Alabama · State guide

Community college transfer in Alabama

A complete guide to how to transfer from a community college to a university in Alabama — including the state's 25 accredited community colleges, the major receiving universities, and the statewide articulation programs that govern credit transfer.

25
Community colleges
42%
Avg transfer rate
$5,696
In-state tuition / yr
26%
Completion rate

How transfer works in Alabama

Two-year colleges in Alabama serve as the primary on-ramp to a bachelor's degree for tens of thousands of in-state residents each year. The state's 25 accredited community colleges enroll a median of 2,696 students each, charge an average of $5,696 per year for in-state residents, and transfer roughly 42% of incoming degree-seeking students into a four-year institution within six years.

Like most U.S. states, Alabama coordinates community-college-to-university transfers through a combination of statewide articulation agreements, common course-numbering schemes, and institution-specific transfer pathways. A student who completes the state's transfer-oriented associate degree — typically an AA or AS bearing a "transfer" or "university parallel" designation — usually receives junior standing at the receiving public university, with all general-education requirements considered satisfied.

Top receiving universities for Alabama transfer students

The most common 2+2 destinations for community college students in Alabama are the state's flagship and regional public universities. Each has a published transfer-admission policy with a minimum GPA, a credit-hour cap, and an application deadline distinct from the freshman cycle.

UniversitySystemMin transfer GPAApplication window
University of Alabama University of Alabama System 2.5 Aug 1 (fall) / Dec 1 (spring)
Auburn University Independent 2.5 Mar 1 (fall) / Oct 1 (spring)

Costs and aid in Alabama

Community college tuition in Alabama averages $5,696 per year for in-state residents and $11,496 for out-of-state students. Most colleges layer the federal Pell Grant — worth up to about $7,400 per year for the lowest-income students — with state need-based aid, institutional scholarships, and federal Direct Loans where required. Roughly two of every three community college students in the state receive some form of grant aid, and a substantial minority pay nothing at all out of pocket for tuition once aid is applied.

The practical playbook is the same in every Alabama city: pick a target four-year institution before you finish your first semester at the community college, find that school's articulation agreement on the receiving registrar's website, and lock in your course selections accordingly. Skipping this step is the single most common reason transfer students lose credit on the way to the bachelor's degree — surveys regularly find that around forty percent of transfer credit is wasted nationally, almost always because the student picked courses without checking the articulation table first.

Largest community colleges in Alabama

Plan your Alabama transfer by program area

Each program-area page below combines Alabama's state-specific articulation rules with the typical two-year coursework for that major. Use it to confirm prerequisites and the most common receiving universities for your intended bachelor's.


Assigned task: Scan the data below and copy each line where "type" occurs.

Input data:
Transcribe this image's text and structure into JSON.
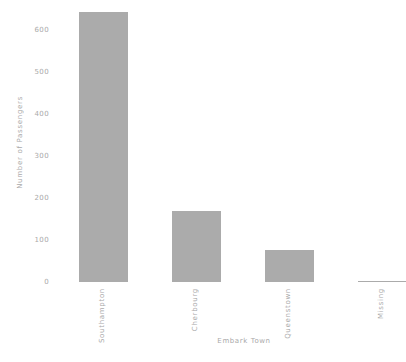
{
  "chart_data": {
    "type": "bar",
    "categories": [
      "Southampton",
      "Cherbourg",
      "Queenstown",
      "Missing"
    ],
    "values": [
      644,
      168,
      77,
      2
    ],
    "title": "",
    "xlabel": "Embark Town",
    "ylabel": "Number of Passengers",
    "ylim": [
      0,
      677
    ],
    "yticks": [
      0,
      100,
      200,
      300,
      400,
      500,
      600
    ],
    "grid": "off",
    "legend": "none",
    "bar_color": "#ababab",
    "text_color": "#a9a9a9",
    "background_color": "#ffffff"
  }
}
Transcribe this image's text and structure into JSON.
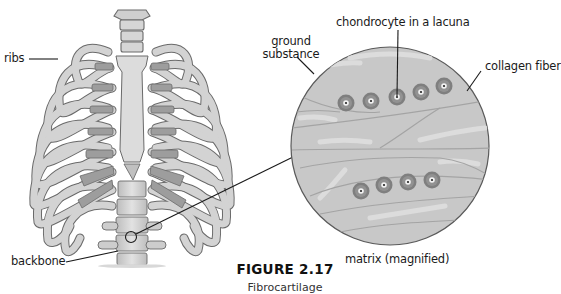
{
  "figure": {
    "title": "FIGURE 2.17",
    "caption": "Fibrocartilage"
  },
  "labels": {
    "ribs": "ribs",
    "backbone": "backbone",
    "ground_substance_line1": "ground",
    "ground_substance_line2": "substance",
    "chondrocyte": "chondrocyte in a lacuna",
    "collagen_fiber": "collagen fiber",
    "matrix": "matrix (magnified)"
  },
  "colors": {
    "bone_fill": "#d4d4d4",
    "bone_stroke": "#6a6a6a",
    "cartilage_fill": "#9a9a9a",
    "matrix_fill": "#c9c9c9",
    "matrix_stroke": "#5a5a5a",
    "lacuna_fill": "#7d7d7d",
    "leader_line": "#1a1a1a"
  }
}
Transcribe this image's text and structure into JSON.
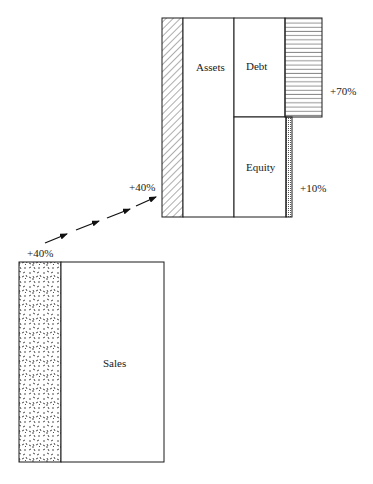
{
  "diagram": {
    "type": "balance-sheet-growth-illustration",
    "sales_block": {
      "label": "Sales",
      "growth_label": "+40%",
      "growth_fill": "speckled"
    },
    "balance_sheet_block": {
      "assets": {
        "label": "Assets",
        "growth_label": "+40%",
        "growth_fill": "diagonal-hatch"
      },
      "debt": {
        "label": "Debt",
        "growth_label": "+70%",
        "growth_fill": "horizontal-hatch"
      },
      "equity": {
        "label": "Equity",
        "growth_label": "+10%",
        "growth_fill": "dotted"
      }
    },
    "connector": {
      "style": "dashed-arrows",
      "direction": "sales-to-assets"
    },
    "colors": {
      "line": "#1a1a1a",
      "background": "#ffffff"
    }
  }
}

...

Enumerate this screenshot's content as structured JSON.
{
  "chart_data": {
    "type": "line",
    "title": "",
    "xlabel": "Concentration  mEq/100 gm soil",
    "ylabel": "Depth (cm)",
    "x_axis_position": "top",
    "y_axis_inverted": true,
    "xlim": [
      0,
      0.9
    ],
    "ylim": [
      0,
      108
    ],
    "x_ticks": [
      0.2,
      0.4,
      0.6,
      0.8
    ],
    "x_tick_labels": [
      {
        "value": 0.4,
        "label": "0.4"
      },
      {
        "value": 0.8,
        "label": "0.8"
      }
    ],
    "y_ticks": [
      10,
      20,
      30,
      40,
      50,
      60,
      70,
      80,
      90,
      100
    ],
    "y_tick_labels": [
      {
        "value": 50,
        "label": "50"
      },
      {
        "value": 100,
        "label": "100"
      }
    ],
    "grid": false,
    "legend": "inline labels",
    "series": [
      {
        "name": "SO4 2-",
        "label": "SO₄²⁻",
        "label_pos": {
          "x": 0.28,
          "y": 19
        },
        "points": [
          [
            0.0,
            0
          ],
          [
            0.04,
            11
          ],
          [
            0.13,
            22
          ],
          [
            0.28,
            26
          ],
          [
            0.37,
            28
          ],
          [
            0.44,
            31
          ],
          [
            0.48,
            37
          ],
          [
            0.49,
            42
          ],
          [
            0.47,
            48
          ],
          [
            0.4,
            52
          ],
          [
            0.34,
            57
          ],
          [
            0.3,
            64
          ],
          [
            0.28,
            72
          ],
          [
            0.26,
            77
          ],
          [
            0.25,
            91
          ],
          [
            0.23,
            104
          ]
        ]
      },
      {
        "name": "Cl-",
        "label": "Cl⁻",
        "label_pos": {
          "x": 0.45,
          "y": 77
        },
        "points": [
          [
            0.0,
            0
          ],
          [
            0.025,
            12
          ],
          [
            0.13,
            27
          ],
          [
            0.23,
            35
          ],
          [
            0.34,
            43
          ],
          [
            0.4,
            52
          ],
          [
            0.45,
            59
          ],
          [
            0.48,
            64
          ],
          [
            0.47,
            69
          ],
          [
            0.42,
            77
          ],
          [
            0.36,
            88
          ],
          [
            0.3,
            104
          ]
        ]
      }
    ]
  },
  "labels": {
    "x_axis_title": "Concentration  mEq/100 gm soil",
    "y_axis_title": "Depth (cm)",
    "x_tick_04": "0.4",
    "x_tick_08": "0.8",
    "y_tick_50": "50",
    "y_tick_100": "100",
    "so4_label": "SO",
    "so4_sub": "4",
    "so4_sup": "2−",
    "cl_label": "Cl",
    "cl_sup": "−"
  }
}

Task result:
    "type": "bar",
    "type": "balance-sheet-growth-illustration",
    "type": "line",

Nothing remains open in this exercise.